Description of the task:
Every record, from first to last, should be written out again exactly.

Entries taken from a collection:
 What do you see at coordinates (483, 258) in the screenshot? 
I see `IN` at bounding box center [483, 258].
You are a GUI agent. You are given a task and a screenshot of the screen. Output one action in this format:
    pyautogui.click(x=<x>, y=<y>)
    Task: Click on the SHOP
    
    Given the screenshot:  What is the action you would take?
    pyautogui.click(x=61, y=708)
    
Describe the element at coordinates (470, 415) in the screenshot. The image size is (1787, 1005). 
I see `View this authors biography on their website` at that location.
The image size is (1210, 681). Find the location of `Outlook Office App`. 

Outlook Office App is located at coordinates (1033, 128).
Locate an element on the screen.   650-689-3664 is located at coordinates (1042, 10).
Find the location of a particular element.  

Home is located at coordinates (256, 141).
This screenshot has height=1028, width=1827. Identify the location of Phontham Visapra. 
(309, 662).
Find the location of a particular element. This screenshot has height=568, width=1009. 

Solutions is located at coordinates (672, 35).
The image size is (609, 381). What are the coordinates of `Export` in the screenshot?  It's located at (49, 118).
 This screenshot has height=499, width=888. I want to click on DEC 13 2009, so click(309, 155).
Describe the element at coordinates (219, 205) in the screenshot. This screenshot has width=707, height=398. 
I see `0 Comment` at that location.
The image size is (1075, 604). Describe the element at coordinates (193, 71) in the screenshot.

Answer box:
 What do you see at coordinates (483, 258) in the screenshot? 
I see `IN` at bounding box center [483, 258].
You are a GUI agent. You are given a task and a screenshot of the screen. Output one action in this format:
    pyautogui.click(x=<x>, y=<y>)
    Task: Click on the SHOP
    
    Given the screenshot:  What is the action you would take?
    pyautogui.click(x=61, y=708)
    
Describe the element at coordinates (470, 415) in the screenshot. The image size is (1787, 1005). 
I see `View this authors biography on their website` at that location.
The image size is (1210, 681). Find the location of `Outlook Office App`. 

Outlook Office App is located at coordinates (1033, 128).
Locate an element on the screen.   650-689-3664 is located at coordinates (1042, 10).
Find the location of a particular element.  

Home is located at coordinates (256, 141).
This screenshot has height=1028, width=1827. Identify the location of Phontham Visapra. 
(309, 662).
Find the location of a particular element. This screenshot has height=568, width=1009. 

Solutions is located at coordinates (672, 35).
The image size is (609, 381). What are the coordinates of `Export` in the screenshot?  It's located at (49, 118).
 This screenshot has height=499, width=888. I want to click on DEC 13 2009, so click(309, 155).
Describe the element at coordinates (219, 205) in the screenshot. This screenshot has width=707, height=398. 
I see `0 Comment` at that location.
The image size is (1075, 604). Describe the element at coordinates (193, 71) in the screenshot.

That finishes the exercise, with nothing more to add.